Jason Ligas and Patrick Bouju's Samos collaboration - Muscat Blanc à Petits Grains and the rare Avgoustiatis red, biodynamic farming, one mile from Anatolia.
One might say that the earth exploded, leaving myriads of tiny islands between Greece and Turkey. Samos, a largely mountainous island, is almost touching Anatolia, only separated from it by 1 mile (sic!) Mycale Strait. In 2017 Jason Ligas and Patrick Bouju created a collaborative wine project Sous Le Végétal (under vegetation), on this beautiful green island.
The backbone is Muscat Blanc à Petits Grains (Moschato Samou locally), joined by the rare indigenous Avgoustiatis - said to be the first red grape harvested in Greece. The vines grow on ancient terraced vineyards across some sixty plots at elevations between roughly 400 and 900 metres. Each cuvée explores a different slope, vessel, or approach:
Four vessel types rotate across the cellar - amphorae, concrete eggs, steel, 500-litre barrels - with each plot vinified in at least two of them. No sulphur, no temperature control, indigenous yeasts, biodynamic and organic farming. The labels - off-the-Earth illustrations by Anthony Duchene, inspired by the volcanic soils - are as distinctive as the wines inside.
This project is entirely geared towards a very specific level of quality, and in order to nourish this project, I rely on the microcosmos, on the infinitely small. Furthermore, I believe in the infinitely slow.
--- Jason Ligas
The 2023 vintages are the most recent wines in circulation. Bouju remains actively producing at Domaine de la Bohème in Auvergne; the Samos project continues at its own deliberate pace - the "infinitely slow" is not a pose.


→ **TRY IT**
The expected response is the full listing, retyped exactly, without its images.

→ **DATA RECORDS**
• • •

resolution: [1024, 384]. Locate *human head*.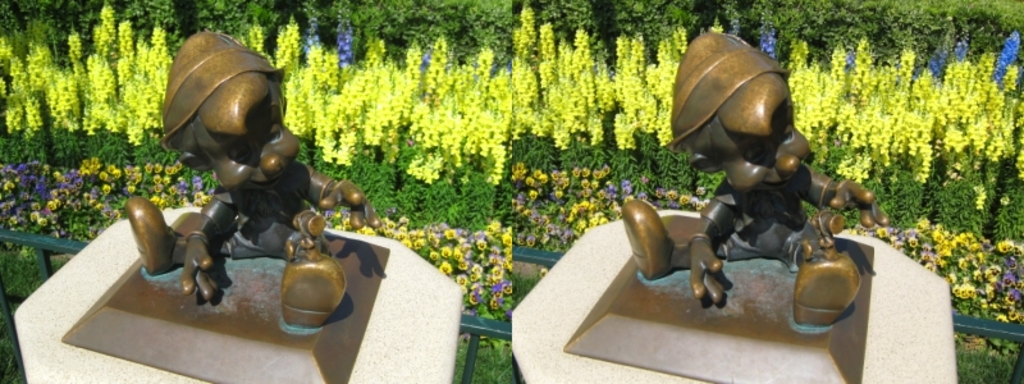
select_region(668, 38, 814, 191).
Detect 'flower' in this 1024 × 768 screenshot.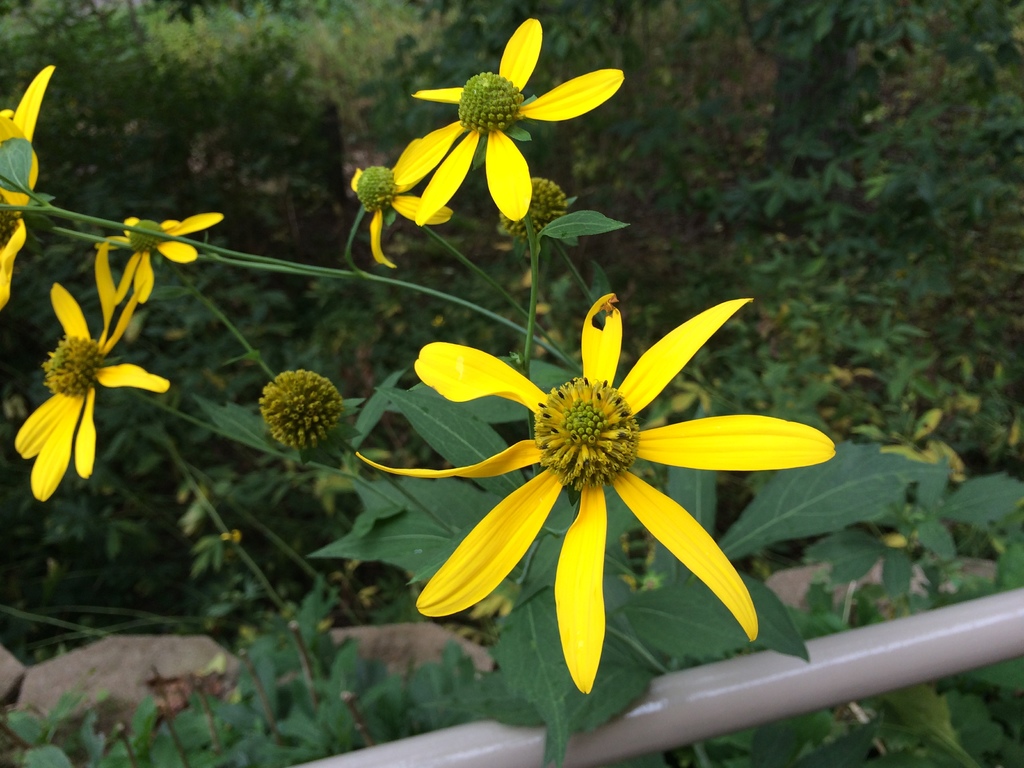
Detection: region(354, 132, 458, 266).
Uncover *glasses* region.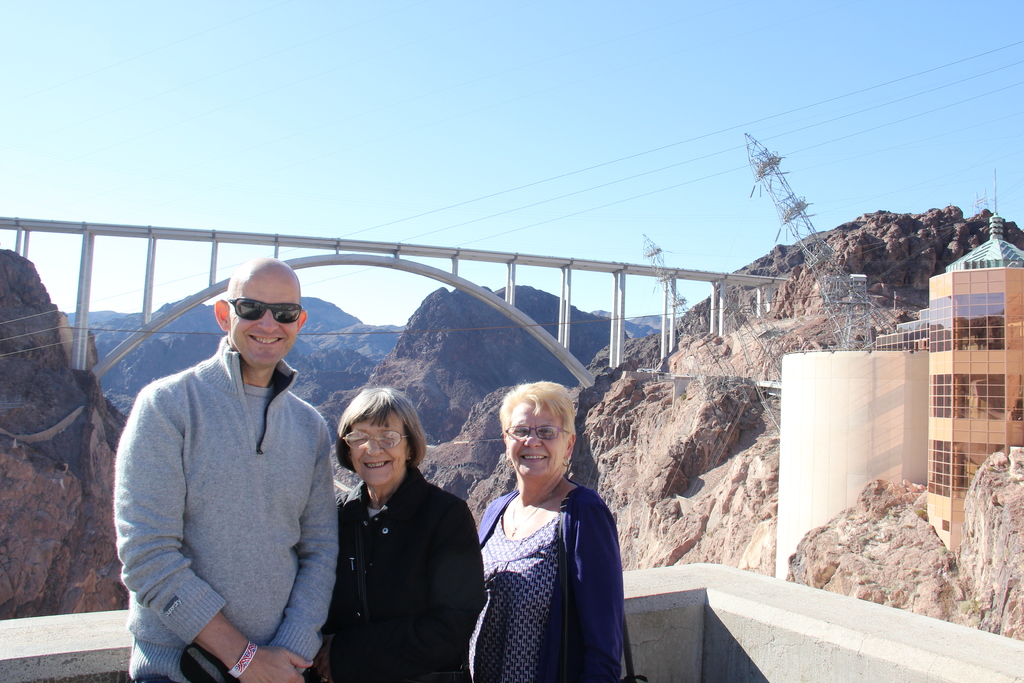
Uncovered: region(337, 431, 410, 450).
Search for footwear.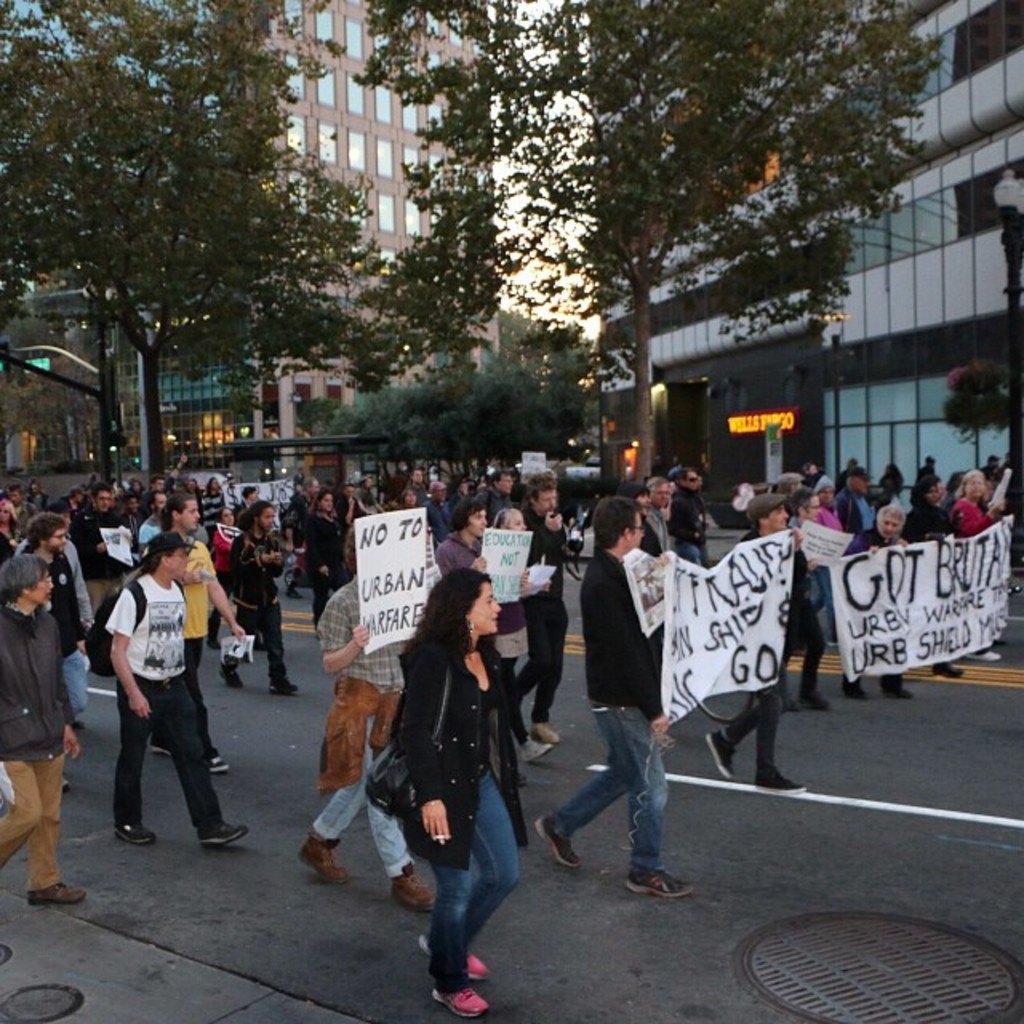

• • •

→ **OUTPUT**
resolution: [1024, 384]. Locate *human head*.
select_region(668, 38, 814, 191).
Detect 'flower' in this 1024 × 768 screenshot.
Detection: region(354, 132, 458, 266).
Uncover *glasses* region.
Uncovered: region(337, 431, 410, 450).
Search for footwear.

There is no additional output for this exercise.